Earlier on Wednesday, Pistorius kicked at and swung a bat at the bullet-marked toilet door, which had been placed in the courtroom as evidence. It was a re-enactment of parts of the night when he killed Steenkamp. He said he tried to kick the door down with his prosthetic legs and then bashed it with a cricket bat, an attempt to show he had tried to help Steenkamp. Pistorius, his voice rising and starting to sob, said he was at the scene when Steenkamp died and knew of her terrible head injury.
Pistorius described what he said were the last moments of his girlfriend's life and how he dragged her, bleeding and "struggling to breathe" out of a toilet cubicle and downstairs to get help after shooting her in the head, arm and hip. But Nel insisted pitilessly: "That's it. It's time that you look at it. Have a look there, I know you don't want to because you don't want to take responsibility."
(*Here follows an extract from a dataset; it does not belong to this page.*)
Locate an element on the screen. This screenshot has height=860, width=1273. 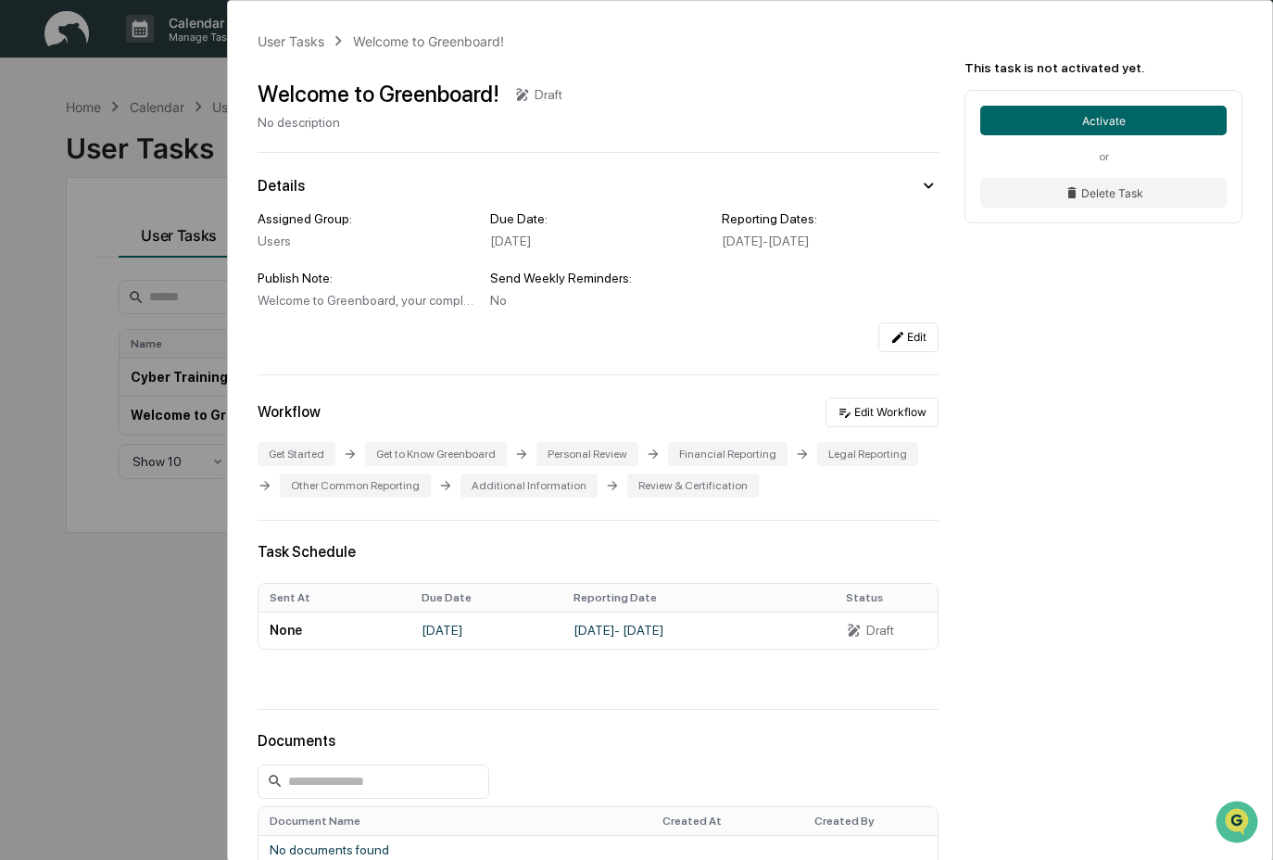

He said she died in his arms before paramedics arrived at his house. "I remember," Pistorius said, choking with emotion and looking away from a screen mounted on the witness stand. "I will not look at a picture where I'm tormented by what I saw and felt that night. As I picked Reeva up, my fingers touched her head. I remember. I don't have to look at a picture, I was there."
On Tuesday, Pistorius wept and wailed while describing the moments he said he realised he had fatally shot Steenkamp. Pistorius mostly kept his composure on Wednesday, though he often paused and his voice quavered while describing what he said were his desperate attempts to help Steenkamp after shooting her. As so often in the trial, Pistorius then descended into near hysterical crying, his hands over his face as he rocked from side to side, forcing an adjournment. His family, sitting the public gallery, were visibly appalled by Nel's aggressive approach and shook their heads in disgust.
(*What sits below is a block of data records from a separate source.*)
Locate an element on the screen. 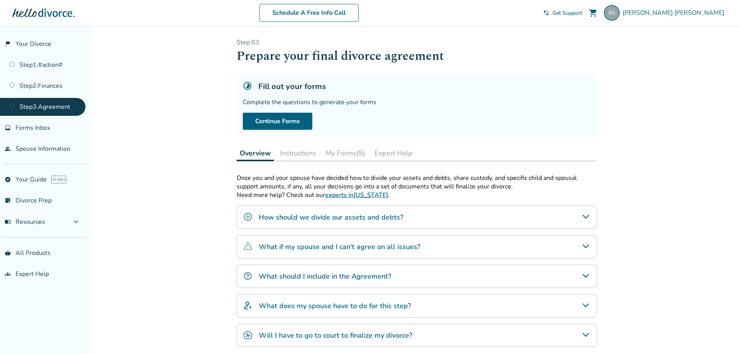  div: What does my spouse have to do for this step? is located at coordinates (417, 306).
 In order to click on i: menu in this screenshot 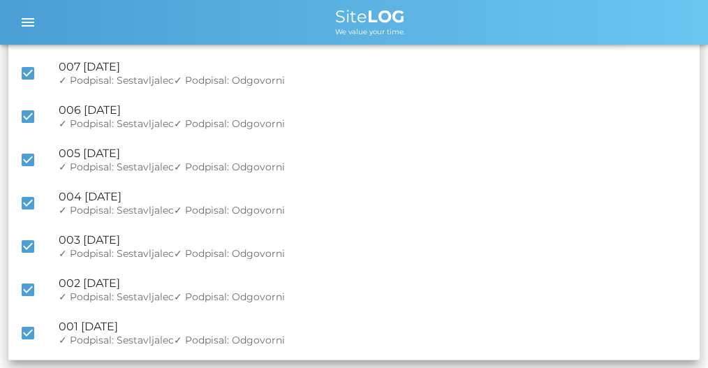, I will do `click(28, 22)`.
"Reeva had died while I was holding her," Pistorius said after describing how he put his fingers in her mouth to try to help her breathe and put his hand on her hip to try to stop bleeding from one of several gunshot wounds. Nel went on to poke holes in details of Pistorius's version of the events in the early hours of 14 February last year. The runner conceded that his claim in a statement a year ago that he went out onto a balcony at his home before the shooting was incorrect. Pistorius said he went to the edge of the balcony but not outside.
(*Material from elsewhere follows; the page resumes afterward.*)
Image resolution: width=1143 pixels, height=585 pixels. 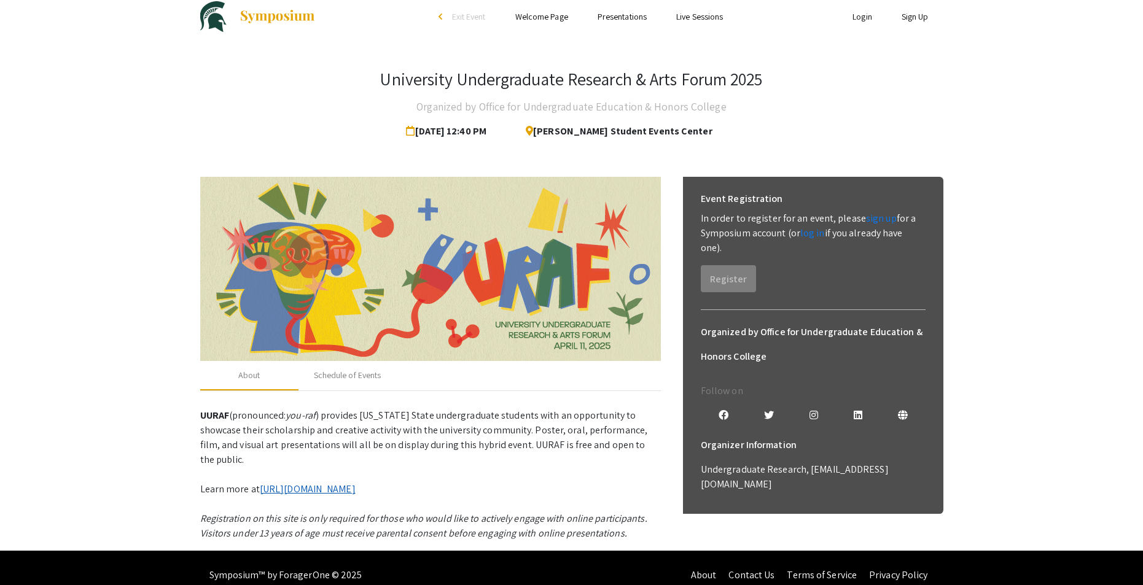 I want to click on a: University Undergraduate Research & Arts Forum 2025, so click(x=258, y=17).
He then questioned Pistorius about the moment he opened fire. The athlete described it as an "accident" and insisted that he had not intended to kill anyone, even an intruder. "I didn't have time to think," he said. "I just discharged my firearm.
"I didn't intend to shoot someone. I shot out of fear... I didn't intend to kill anyone... I didn't have time to think about what I was doing... Before thinking I fired four shots. When I realised the scale of what was happening I stopped firing."
Earlier, Pistorius described his frantic attempts to revive Steenkamp after he found her lying on the toilet floor and how she had died in his arms, her blood pouring over his body. "I checked to see if she was breathing and she wasn't," he said. "I could feel the blood was running down on me."
He called an ambulance but it was too late. "Reeva, Reeva had already died whilst I was holding her, before the ambulance arrived, so I knew there was nothing they could do for her."
He finished his answers to the defence by saying: "I did not intend to kill Reeva, my lady, or anyone else."
He faces a possible prison term of 25 years to life if convicted of murder.